[[ RECORDED INFORMATION, beginning ]]
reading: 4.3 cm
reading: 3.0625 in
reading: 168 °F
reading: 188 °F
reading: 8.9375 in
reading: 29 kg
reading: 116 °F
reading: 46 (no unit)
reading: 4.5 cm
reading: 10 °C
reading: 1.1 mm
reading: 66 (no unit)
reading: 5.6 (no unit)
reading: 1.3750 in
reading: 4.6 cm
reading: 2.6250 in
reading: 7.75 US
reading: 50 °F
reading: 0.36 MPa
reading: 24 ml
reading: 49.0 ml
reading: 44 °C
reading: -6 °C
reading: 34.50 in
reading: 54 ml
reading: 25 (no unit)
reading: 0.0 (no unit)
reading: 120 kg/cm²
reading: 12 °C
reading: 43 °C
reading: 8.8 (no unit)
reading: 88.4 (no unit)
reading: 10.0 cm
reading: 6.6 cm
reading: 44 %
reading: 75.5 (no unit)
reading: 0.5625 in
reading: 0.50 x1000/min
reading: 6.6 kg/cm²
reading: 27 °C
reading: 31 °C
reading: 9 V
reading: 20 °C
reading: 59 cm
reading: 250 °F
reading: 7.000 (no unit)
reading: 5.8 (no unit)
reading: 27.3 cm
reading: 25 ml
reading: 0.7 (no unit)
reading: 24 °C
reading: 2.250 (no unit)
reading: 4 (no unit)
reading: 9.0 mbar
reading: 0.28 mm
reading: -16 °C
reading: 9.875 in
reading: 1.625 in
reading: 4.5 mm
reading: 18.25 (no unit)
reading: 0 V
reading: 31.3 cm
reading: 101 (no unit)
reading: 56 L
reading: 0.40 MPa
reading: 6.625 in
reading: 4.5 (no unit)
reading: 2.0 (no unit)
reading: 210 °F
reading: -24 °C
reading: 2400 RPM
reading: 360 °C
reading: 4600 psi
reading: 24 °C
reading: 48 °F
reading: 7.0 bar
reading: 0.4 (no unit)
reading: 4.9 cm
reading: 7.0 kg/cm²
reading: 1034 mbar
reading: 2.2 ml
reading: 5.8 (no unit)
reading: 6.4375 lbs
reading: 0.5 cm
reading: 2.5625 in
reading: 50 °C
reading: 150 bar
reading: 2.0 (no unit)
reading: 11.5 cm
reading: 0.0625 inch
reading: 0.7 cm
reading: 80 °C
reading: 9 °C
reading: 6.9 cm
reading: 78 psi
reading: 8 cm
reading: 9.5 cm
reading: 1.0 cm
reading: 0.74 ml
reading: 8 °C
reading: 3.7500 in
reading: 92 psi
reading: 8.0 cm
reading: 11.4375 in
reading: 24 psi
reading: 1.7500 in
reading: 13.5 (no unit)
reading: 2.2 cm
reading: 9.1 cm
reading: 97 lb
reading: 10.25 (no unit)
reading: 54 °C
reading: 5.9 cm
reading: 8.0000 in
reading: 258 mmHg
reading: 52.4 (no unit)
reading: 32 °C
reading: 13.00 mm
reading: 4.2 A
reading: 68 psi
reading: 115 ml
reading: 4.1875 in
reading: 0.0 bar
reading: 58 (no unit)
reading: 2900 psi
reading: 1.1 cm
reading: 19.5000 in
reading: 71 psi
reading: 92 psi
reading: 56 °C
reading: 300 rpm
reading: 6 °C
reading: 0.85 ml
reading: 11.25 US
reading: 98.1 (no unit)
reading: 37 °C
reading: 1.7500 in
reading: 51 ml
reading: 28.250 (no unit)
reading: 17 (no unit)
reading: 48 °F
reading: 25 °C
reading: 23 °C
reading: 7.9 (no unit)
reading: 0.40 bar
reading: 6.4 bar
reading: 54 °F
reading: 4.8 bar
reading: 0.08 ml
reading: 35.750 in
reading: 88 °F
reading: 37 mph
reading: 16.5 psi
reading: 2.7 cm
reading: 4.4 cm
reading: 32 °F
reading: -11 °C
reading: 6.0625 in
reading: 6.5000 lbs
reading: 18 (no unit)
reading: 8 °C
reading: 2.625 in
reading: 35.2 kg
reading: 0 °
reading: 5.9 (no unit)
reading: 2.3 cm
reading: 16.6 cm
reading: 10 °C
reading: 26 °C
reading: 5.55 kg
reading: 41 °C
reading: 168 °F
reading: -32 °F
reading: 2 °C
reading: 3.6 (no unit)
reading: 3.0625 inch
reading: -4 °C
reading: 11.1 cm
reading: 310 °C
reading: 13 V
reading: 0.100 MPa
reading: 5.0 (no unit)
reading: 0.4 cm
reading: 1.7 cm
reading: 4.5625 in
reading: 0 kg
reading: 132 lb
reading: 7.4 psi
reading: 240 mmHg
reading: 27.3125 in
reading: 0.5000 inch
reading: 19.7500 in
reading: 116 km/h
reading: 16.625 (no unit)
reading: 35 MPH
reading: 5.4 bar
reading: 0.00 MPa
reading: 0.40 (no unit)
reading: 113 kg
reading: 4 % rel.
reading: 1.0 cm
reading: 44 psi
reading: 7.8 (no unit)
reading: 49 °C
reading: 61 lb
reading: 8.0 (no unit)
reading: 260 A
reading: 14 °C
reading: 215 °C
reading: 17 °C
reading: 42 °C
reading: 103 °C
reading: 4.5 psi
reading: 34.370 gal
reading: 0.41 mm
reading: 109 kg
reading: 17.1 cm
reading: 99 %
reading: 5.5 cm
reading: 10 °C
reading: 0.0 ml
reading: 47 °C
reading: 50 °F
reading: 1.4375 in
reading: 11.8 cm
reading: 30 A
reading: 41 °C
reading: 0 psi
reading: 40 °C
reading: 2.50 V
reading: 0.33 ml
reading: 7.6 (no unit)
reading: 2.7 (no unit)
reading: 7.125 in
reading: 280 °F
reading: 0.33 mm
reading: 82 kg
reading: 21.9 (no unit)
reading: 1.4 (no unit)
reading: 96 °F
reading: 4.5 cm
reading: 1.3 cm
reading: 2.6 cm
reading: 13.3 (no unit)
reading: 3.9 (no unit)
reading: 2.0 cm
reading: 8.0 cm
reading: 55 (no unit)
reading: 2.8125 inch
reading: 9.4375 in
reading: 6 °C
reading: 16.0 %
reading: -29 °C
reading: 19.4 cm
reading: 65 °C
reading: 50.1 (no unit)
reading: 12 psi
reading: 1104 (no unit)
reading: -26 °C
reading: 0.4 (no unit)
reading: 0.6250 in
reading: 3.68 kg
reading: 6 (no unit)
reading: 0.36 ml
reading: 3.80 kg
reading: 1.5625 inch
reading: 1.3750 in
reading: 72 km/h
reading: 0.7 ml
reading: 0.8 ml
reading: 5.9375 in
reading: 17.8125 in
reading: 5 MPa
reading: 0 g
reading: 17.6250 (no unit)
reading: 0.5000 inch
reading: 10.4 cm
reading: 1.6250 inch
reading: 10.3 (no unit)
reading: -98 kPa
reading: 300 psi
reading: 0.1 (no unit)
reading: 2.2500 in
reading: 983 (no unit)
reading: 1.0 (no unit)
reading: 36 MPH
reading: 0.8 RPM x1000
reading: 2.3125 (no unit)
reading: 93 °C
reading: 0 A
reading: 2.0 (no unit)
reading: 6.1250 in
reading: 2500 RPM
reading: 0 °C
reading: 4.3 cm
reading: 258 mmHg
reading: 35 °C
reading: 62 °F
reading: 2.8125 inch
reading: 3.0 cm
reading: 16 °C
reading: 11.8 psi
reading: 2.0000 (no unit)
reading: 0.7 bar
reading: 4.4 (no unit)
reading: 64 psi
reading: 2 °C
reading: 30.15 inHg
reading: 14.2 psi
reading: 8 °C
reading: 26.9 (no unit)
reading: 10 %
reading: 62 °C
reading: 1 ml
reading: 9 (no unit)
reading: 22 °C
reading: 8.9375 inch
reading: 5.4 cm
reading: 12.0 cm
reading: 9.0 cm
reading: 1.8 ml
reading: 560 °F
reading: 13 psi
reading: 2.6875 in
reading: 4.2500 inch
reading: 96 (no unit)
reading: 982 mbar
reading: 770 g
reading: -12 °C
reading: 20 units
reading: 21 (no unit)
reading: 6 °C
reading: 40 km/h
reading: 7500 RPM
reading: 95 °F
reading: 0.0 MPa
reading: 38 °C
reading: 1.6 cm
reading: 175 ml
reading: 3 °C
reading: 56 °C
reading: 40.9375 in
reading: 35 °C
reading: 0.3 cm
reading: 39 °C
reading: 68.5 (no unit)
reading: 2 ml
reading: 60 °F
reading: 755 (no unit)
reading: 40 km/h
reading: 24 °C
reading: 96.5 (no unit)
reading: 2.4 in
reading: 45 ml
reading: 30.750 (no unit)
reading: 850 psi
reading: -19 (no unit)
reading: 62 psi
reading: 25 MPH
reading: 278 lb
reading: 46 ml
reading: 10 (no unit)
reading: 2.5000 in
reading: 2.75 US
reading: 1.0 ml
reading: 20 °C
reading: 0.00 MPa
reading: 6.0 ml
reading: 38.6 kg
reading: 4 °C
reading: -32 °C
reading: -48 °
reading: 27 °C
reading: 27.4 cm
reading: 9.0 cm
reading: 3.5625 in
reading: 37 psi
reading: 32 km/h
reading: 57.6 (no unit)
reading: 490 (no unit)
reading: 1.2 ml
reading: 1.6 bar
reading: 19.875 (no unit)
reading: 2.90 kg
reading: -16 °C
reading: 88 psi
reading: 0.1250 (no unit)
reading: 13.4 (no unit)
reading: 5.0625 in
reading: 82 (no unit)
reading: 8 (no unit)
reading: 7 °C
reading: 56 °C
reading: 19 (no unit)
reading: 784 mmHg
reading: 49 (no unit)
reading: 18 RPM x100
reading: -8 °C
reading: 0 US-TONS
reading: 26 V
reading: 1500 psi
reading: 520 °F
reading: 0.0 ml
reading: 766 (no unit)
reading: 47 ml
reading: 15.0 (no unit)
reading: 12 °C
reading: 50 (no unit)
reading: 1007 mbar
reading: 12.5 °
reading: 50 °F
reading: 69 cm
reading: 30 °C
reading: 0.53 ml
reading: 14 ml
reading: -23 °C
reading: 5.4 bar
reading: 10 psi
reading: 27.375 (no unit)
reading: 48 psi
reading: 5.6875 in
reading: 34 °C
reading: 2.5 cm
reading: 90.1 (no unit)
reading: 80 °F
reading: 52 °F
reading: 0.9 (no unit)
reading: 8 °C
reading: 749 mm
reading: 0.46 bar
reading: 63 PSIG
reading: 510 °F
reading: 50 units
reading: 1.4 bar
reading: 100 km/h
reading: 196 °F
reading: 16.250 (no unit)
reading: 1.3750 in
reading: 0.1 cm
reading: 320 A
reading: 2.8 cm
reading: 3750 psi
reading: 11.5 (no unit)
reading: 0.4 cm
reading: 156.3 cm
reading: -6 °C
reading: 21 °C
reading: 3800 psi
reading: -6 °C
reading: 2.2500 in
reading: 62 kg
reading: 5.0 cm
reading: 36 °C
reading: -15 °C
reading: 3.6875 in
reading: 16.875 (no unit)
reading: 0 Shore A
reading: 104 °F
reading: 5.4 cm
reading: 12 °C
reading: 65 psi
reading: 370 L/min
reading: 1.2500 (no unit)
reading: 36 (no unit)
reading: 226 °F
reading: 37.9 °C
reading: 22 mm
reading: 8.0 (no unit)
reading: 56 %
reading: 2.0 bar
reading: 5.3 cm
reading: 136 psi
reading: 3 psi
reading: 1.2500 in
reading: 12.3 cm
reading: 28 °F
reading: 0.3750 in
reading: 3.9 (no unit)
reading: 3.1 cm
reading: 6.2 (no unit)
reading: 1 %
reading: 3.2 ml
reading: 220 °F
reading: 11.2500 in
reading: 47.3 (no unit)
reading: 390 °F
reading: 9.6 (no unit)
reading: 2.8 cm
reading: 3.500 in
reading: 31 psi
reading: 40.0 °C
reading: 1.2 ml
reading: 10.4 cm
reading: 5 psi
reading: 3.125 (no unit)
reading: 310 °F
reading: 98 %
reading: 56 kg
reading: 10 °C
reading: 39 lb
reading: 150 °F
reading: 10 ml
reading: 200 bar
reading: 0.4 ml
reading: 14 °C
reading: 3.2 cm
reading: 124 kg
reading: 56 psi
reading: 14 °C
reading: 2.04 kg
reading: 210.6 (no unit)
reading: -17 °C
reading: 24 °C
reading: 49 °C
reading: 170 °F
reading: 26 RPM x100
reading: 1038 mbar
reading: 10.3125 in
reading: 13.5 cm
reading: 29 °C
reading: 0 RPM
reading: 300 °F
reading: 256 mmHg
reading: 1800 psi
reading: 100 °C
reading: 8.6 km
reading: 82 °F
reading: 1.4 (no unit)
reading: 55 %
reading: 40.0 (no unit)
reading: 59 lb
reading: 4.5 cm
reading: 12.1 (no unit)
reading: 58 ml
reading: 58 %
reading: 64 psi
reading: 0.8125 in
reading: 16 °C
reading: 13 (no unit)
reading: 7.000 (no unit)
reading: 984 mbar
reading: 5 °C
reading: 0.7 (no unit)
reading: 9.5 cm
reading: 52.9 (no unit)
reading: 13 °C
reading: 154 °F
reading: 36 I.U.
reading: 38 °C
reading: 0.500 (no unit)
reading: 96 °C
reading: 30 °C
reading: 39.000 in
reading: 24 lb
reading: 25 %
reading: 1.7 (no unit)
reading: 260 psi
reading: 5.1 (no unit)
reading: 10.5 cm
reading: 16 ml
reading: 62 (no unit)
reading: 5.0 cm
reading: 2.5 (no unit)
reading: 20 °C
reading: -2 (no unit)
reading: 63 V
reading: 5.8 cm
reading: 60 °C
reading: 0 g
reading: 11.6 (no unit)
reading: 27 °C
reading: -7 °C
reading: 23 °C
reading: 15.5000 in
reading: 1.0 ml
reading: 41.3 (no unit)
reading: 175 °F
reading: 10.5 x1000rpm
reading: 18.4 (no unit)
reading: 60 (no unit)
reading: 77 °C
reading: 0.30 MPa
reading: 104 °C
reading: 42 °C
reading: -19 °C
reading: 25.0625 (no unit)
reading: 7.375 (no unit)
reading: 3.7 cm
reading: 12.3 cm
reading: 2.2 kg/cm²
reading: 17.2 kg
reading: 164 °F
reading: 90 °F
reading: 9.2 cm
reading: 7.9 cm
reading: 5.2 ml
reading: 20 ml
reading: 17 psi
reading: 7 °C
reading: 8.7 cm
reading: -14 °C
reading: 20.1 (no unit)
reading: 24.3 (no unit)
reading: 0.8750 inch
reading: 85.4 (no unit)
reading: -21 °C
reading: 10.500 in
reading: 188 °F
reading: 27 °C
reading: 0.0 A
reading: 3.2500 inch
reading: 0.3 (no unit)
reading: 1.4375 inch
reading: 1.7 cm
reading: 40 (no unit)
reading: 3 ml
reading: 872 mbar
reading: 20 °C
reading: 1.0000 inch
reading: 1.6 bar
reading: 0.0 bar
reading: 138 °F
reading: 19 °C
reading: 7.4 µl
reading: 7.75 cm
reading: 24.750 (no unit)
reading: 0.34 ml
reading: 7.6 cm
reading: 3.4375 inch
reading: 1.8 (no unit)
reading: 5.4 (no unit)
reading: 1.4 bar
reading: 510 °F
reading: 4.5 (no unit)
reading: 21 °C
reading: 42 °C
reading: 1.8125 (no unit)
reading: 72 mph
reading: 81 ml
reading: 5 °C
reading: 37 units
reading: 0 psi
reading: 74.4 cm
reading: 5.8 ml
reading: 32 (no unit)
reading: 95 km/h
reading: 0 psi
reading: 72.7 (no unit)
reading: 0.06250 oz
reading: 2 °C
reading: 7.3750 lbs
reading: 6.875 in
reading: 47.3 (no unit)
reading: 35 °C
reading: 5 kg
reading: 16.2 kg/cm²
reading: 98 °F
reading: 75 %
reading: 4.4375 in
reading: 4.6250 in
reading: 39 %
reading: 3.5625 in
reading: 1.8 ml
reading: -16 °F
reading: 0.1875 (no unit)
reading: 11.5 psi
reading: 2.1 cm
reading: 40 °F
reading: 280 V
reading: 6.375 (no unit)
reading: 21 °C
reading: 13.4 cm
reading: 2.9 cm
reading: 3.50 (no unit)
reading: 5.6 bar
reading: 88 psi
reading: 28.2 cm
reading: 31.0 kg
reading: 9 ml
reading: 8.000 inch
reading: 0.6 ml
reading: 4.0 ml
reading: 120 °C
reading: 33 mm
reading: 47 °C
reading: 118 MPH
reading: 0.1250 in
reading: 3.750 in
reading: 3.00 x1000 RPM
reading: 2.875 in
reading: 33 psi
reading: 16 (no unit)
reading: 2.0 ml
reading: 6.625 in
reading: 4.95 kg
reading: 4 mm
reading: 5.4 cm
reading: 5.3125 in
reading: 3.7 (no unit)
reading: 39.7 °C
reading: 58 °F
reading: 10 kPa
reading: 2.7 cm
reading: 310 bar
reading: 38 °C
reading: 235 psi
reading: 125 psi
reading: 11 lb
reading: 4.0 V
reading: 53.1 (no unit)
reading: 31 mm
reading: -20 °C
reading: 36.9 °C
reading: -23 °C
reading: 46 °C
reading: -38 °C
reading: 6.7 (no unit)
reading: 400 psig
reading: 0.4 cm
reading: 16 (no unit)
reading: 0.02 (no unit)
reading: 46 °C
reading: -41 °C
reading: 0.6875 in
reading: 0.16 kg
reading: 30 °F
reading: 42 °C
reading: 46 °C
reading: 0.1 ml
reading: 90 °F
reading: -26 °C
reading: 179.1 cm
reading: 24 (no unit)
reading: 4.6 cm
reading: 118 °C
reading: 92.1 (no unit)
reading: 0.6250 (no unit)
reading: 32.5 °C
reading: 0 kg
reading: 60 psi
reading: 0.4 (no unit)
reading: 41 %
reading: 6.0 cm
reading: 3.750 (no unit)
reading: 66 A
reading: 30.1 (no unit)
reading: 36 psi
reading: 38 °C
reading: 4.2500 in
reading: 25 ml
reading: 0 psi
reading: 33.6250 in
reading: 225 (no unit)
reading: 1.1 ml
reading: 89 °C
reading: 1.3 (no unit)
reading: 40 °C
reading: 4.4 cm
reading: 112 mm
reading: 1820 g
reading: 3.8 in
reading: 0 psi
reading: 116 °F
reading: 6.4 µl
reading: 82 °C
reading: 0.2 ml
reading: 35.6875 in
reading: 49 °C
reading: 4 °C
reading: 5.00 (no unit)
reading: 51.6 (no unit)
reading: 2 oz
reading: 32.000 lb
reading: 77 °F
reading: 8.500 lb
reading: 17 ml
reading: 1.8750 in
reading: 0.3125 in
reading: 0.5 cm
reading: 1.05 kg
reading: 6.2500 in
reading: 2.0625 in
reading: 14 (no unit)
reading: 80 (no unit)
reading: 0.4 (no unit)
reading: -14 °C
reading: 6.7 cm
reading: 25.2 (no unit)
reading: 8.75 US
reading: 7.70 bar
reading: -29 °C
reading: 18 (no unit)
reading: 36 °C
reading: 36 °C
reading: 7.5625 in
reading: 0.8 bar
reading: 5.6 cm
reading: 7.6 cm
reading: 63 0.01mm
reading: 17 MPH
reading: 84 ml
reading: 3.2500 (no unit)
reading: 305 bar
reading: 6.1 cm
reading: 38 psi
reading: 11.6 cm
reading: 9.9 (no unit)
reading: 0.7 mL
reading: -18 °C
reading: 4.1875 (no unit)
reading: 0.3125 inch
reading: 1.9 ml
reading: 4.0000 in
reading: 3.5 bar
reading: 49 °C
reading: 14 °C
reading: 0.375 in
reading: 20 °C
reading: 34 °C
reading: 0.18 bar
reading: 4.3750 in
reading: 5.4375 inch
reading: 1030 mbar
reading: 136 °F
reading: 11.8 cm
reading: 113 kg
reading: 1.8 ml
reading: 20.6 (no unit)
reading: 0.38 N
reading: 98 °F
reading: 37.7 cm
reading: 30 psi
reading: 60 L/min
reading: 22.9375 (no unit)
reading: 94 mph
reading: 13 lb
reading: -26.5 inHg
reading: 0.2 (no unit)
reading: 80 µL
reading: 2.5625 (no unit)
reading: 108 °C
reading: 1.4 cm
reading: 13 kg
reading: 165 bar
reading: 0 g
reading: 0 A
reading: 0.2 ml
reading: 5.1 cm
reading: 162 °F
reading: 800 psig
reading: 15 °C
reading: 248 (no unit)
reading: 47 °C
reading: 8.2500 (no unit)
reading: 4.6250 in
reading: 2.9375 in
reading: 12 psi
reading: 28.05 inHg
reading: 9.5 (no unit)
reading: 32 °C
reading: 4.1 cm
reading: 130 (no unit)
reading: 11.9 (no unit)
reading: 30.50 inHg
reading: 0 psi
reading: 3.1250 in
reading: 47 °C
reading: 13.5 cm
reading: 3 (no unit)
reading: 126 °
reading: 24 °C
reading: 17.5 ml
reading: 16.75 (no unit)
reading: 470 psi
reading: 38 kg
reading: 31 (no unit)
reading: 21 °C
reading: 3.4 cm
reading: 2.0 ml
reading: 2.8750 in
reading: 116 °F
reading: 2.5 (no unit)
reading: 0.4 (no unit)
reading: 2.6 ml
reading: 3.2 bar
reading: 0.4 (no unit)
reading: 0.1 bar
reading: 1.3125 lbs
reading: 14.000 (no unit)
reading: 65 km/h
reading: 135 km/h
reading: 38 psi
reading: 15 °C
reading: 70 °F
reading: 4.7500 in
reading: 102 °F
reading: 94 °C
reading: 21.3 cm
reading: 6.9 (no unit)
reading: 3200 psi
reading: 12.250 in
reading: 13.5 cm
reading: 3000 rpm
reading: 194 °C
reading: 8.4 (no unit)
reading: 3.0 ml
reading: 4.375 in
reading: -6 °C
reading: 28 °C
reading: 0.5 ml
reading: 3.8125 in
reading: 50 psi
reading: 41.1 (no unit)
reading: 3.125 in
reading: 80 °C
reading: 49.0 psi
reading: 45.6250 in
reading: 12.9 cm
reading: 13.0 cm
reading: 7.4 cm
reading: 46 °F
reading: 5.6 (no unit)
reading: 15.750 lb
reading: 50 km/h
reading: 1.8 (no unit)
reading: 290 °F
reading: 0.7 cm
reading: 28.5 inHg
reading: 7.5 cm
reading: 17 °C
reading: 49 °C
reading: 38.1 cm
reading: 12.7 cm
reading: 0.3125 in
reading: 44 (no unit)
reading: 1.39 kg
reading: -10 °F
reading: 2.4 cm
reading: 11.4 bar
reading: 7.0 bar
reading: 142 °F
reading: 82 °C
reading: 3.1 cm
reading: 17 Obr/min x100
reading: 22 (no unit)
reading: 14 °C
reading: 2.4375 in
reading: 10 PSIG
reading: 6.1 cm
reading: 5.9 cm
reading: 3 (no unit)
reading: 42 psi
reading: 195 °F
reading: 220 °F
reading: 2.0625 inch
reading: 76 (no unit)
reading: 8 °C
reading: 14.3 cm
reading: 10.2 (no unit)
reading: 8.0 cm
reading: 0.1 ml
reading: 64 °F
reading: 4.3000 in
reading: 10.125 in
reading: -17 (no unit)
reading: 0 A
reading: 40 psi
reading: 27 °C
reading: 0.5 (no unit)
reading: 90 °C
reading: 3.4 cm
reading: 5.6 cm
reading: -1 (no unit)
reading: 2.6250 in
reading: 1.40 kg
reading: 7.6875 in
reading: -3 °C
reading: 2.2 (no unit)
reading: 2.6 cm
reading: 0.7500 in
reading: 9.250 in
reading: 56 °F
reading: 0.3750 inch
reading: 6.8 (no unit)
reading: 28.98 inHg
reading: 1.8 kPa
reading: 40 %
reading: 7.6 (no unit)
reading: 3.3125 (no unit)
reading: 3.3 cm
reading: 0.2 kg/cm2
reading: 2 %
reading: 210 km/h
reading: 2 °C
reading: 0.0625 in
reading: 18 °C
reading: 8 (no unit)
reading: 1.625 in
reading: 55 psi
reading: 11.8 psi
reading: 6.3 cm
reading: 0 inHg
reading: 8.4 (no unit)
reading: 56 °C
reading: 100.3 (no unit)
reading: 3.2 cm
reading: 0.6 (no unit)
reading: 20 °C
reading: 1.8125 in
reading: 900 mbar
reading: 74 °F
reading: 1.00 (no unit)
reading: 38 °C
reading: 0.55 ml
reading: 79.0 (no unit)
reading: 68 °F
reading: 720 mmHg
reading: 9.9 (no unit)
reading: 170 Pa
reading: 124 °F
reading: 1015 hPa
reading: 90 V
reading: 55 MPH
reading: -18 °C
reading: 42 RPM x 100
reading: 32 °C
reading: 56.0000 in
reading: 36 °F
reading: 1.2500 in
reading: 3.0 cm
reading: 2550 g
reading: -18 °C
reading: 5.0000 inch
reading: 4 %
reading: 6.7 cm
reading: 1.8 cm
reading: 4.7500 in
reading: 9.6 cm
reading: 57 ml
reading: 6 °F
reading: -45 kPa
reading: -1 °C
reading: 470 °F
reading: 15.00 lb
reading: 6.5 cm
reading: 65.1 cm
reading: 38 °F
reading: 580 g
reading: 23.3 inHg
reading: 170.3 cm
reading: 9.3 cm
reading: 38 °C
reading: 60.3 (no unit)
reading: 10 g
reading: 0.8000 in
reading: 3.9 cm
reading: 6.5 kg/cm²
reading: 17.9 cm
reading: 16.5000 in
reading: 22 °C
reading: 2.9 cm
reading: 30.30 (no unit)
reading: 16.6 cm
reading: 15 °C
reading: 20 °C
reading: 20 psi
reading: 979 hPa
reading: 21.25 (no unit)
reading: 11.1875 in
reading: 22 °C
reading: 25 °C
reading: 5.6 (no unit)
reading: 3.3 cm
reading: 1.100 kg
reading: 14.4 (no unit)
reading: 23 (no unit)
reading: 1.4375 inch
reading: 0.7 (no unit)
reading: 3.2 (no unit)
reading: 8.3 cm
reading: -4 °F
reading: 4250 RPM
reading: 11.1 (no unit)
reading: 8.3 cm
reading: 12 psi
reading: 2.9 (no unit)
[[ RECORDED INFORMATION, end ]]
= REQUIRED ACTION =
Copy every line of the data above, beginning with the first and ending with the line that contains "reading: 0.50 x1000/min", and give nothing more.

= REPLY =
reading: 4.3 cm
reading: 3.0625 in
reading: 168 °F
reading: 188 °F
reading: 8.9375 in
reading: 29 kg
reading: 116 °F
reading: 46 (no unit)
reading: 4.5 cm
reading: 10 °C
reading: 1.1 mm
reading: 66 (no unit)
reading: 5.6 (no unit)
reading: 1.3750 in
reading: 4.6 cm
reading: 2.6250 in
reading: 7.75 US
reading: 50 °F
reading: 0.36 MPa
reading: 24 ml
reading: 49.0 ml
reading: 44 °C
reading: -6 °C
reading: 34.50 in
reading: 54 ml
reading: 25 (no unit)
reading: 0.0 (no unit)
reading: 120 kg/cm²
reading: 12 °C
reading: 43 °C
reading: 8.8 (no unit)
reading: 88.4 (no unit)
reading: 10.0 cm
reading: 6.6 cm
reading: 44 %
reading: 75.5 (no unit)
reading: 0.5625 in
reading: 0.50 x1000/min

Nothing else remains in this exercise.